The Johnsons assert that the Rook-er-Feldman doctrine does not apply because the state court did not have proper jurisdiction over the state law issue before it. To be sure, the Rooker-Feldman doctrine does not deprive a federal court of jurisdiction in a case in which the state court did not have jurisdiction to enter a valid judgment. In such a case the state court judgment would be void and would have no preclusive effect under any theory. See, e.g., Underwriters Nat’l Assurance Co. v. N.C. Life & Accident & Health Ins. Guar. Ass’n, 455 U.S. 691, 704-05 & n. 10, 102 S.Ct. 1357, 71 L.Ed.2d 558 (1982); In re James, 940 F.2d 46, 52 (3d Cir.1991) (“federal courts that are classed as ‘inferi- or’ under Article III have the power to vacate only state court judgments that are considered void ab initio”).

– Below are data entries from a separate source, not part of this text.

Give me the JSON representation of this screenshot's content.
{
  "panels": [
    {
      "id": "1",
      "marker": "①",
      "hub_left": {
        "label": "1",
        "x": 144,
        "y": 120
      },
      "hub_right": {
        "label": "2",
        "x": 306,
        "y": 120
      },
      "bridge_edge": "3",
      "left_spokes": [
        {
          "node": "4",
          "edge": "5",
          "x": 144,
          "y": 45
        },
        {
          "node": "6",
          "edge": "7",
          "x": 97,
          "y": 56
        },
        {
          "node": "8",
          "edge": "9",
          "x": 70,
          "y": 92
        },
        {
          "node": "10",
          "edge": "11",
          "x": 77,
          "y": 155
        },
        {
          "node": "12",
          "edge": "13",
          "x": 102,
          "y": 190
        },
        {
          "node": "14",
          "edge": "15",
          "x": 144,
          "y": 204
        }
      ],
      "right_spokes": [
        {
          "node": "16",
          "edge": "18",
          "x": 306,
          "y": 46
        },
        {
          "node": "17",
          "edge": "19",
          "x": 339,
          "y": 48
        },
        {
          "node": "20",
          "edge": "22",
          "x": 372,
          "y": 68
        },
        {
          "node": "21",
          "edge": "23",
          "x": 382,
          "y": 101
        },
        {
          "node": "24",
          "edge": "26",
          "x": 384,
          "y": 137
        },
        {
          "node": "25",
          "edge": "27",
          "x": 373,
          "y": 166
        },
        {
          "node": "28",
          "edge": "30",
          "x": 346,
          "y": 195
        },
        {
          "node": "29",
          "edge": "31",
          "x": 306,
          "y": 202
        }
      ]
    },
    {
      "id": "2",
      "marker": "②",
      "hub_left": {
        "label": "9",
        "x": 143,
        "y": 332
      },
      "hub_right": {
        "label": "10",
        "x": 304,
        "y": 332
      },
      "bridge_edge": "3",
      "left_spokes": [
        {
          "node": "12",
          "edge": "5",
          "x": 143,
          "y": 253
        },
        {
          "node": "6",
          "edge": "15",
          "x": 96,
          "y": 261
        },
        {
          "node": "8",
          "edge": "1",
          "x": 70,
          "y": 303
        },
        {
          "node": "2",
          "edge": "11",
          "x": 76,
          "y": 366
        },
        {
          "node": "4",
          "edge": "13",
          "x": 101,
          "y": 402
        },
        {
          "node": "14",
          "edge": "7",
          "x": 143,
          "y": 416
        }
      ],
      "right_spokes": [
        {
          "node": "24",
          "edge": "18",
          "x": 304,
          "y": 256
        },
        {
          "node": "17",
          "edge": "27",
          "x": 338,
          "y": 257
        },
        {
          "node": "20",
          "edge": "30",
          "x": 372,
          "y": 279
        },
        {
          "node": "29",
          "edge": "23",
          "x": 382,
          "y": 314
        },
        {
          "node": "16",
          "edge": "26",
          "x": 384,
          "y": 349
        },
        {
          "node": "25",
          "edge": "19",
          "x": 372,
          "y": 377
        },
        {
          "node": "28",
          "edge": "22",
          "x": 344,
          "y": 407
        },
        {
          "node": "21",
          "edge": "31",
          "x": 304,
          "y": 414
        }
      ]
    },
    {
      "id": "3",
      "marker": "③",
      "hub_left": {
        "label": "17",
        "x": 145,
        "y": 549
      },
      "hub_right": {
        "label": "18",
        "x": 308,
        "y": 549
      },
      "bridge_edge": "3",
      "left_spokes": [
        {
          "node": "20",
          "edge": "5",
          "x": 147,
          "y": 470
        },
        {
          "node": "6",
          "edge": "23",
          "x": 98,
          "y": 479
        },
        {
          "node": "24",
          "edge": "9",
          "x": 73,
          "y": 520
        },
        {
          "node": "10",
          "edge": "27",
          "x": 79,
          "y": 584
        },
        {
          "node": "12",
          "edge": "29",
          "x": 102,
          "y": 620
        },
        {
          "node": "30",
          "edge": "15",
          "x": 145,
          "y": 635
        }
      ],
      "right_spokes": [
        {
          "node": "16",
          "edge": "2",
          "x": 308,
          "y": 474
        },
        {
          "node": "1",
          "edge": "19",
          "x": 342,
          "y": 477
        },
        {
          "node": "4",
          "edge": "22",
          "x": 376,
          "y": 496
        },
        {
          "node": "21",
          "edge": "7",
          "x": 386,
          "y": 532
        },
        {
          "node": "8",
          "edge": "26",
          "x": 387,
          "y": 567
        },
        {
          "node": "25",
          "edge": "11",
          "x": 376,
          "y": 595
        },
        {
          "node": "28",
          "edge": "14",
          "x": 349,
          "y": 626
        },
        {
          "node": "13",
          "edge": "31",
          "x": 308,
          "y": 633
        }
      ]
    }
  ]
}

In this case, however, it is clear that the state court had jurisdiction over the claims before it. With respect to personal jurisdiction, the licensing agreement includes a choice-of-forum clause under which both parties consented to jurisdiction in Minnesota. With respect to subject matter jurisdiction, the state court plainly had jurisdiction over the breach of contract claim. While it is true that the state court would not have subject matter jurisdiction over an infringement claim brought by the Johnsons, that in no way deprives the state court of jurisdiction over the contract claim. Moreover, to the extent that issues of patent validity and infringement may have been implicated as defenses in the arbitration or state court proceedings, the state court would also have jurisdiction over such issues in that context. See Christianson v. Colt Indus. Operating Carp., 486 U.S. 800, 809, 108 S.Ct. 2166,100 L.Ed.2d 811 (1988); Lear, Inc. v. Adkins, 395 U.S. 653, 89 S.Ct. 1902, 23 L.Ed.2d 610 (1969).

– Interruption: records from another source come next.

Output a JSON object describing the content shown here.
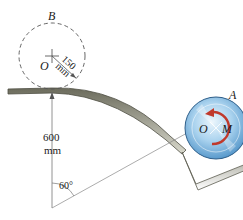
{
  "labels": {
    "point_B": "B",
    "point_O_top": "O",
    "radius_value": "150",
    "radius_unit": "mm",
    "height_value": "600",
    "height_unit": "mm",
    "angle": "60°",
    "point_O_disk": "O",
    "moment": "M",
    "point_A": "A"
  },
  "colors": {
    "track": "#8a8a7a",
    "track_dark": "#5d5d50",
    "disk_light": "#d8ecf8",
    "disk_mid": "#8fc3e6",
    "disk_dark": "#3d86c0",
    "moment_arrow": "#c0392b",
    "dimension_line": "#666666"
  }
}
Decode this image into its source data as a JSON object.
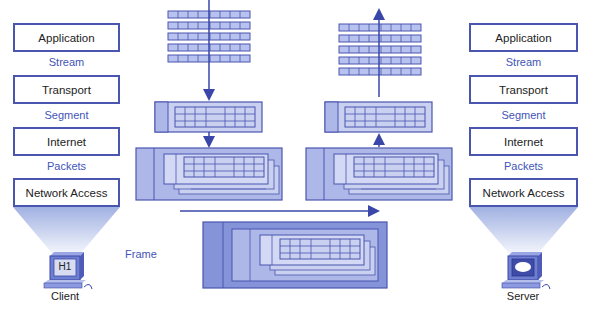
{
  "client_stack": {
    "layers": [
      "Application",
      "Transport",
      "Internet",
      "Network Access"
    ],
    "pdus": [
      "Stream",
      "Segment",
      "Packets"
    ],
    "device": {
      "label": "Client",
      "screen_text": "H1"
    }
  },
  "server_stack": {
    "layers": [
      "Application",
      "Transport",
      "Internet",
      "Network Access"
    ],
    "pdus": [
      "Stream",
      "Segment",
      "Packets"
    ],
    "device": {
      "label": "Server"
    }
  },
  "center": {
    "frame_label": "Frame"
  },
  "colors": {
    "accent": "#4a55b0",
    "pdu_text": "#3f55b8",
    "fill_light": "#c9d0f0",
    "fill_mid": "#a9b3e6",
    "fill_dark": "#7c89d6"
  }
}
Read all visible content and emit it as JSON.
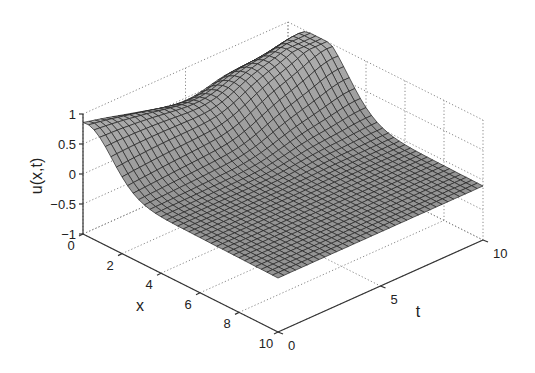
{
  "chart_data": {
    "type": "surface",
    "title": "",
    "xlabel": "x",
    "ylabel": "t",
    "zlabel": "u(x,t)",
    "xlim": [
      0,
      10
    ],
    "ylim": [
      0,
      10
    ],
    "zlim": [
      -1,
      1
    ],
    "x_ticks": [
      "0",
      "2",
      "4",
      "6",
      "8",
      "10"
    ],
    "t_ticks": [
      "0",
      "5",
      "10"
    ],
    "z_ticks": [
      "-1",
      "-0.5",
      "0",
      "0.5",
      "1"
    ],
    "grid": true,
    "grid_style": "dotted",
    "colormap": "gray",
    "mesh_color": "#222222",
    "face_color": "#9a9a9a"
  },
  "labels": {
    "x": "x",
    "t": "t",
    "z": "u(x,t)"
  }
}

The Johnsons also assert, apparently in support of their argument that the state court did not have jurisdiction over the contract dispute, that there was a “private agreement” between themselves and the defendants and therefore no controversy before the state court. While parties are free to enter into agreements, one party’s charge that the other has breached such an agreement is precisely the sort of event that creates a controversy for a court to resolve. In a seemingly contradictory argument, the Johnsons also assert that no agreement existed between them and the defendants because any such agreement had been revoked prior to filing of the state court action. Even if the Johnsons had attempted to revoke their agreement with Way Cool Manufacturing L.L.C., the validity of that agreement was before the arbitrator, who found that the parties had an enforceable agreement. The federal court was not free to revisit that conclusion.

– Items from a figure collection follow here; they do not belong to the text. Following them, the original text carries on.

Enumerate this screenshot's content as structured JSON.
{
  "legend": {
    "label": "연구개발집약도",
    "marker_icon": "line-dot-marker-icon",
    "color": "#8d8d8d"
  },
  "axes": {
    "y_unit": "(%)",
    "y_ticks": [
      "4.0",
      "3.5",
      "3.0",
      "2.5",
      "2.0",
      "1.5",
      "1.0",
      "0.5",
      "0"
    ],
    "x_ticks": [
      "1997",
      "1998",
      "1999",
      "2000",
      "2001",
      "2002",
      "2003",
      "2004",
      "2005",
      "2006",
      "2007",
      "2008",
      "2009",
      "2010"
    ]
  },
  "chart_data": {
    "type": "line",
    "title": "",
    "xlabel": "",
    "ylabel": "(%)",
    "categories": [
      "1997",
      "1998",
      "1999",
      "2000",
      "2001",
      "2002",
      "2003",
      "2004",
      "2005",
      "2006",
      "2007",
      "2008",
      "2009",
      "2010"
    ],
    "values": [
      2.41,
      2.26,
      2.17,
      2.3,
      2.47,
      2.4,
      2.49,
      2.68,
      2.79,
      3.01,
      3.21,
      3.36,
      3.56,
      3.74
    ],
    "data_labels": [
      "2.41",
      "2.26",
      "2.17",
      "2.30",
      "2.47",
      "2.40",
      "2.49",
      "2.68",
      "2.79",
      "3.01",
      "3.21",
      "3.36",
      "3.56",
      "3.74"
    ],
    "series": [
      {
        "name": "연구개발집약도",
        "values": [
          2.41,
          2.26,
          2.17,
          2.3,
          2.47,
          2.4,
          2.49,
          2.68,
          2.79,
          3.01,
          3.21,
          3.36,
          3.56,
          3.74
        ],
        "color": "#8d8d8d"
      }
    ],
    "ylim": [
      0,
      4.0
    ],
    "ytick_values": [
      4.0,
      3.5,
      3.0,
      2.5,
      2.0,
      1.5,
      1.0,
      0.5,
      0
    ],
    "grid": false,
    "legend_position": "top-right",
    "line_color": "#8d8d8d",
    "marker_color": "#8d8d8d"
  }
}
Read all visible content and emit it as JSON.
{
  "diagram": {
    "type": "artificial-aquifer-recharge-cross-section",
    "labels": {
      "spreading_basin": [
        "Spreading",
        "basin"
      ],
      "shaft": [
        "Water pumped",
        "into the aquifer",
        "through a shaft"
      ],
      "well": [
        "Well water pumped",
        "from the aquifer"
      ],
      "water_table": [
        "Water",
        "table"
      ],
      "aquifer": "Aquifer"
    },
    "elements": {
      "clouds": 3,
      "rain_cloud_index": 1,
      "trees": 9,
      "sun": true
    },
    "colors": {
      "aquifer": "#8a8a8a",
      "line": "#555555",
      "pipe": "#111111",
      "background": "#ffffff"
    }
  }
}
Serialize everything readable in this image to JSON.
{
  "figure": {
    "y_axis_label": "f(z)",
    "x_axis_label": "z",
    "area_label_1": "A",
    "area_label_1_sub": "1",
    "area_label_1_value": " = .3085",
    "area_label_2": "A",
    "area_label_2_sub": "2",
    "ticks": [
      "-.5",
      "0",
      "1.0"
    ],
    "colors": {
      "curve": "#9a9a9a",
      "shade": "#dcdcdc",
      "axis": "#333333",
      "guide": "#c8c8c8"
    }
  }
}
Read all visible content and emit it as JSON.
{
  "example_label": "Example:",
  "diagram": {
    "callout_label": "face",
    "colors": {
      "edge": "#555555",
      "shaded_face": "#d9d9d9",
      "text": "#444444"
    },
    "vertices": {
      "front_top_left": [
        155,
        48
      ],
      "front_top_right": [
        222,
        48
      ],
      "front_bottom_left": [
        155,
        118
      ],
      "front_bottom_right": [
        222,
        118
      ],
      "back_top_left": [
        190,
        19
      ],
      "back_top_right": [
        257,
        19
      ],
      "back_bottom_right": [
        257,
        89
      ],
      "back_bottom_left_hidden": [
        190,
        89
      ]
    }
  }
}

Finally, the Johnsons argue that the record indicates that the district court judge should have recused himself from the case because he demonstrated bias and prejudice by receiving and acting upon ex *900parte communications from the defendants. The Johnsons, however, have not shown that the district court judge either “relied upon knowledge acquired outside [the judicial proceedings]” or “displayed deep-seated and unequivocal antagonism that would render fair judgment impossible.” Liteky v. United States, 510 U.S. 540, 556, 114 S.Ct. 1147, 127 L.Ed.2d 474 (1994). Thus, recusal was not required.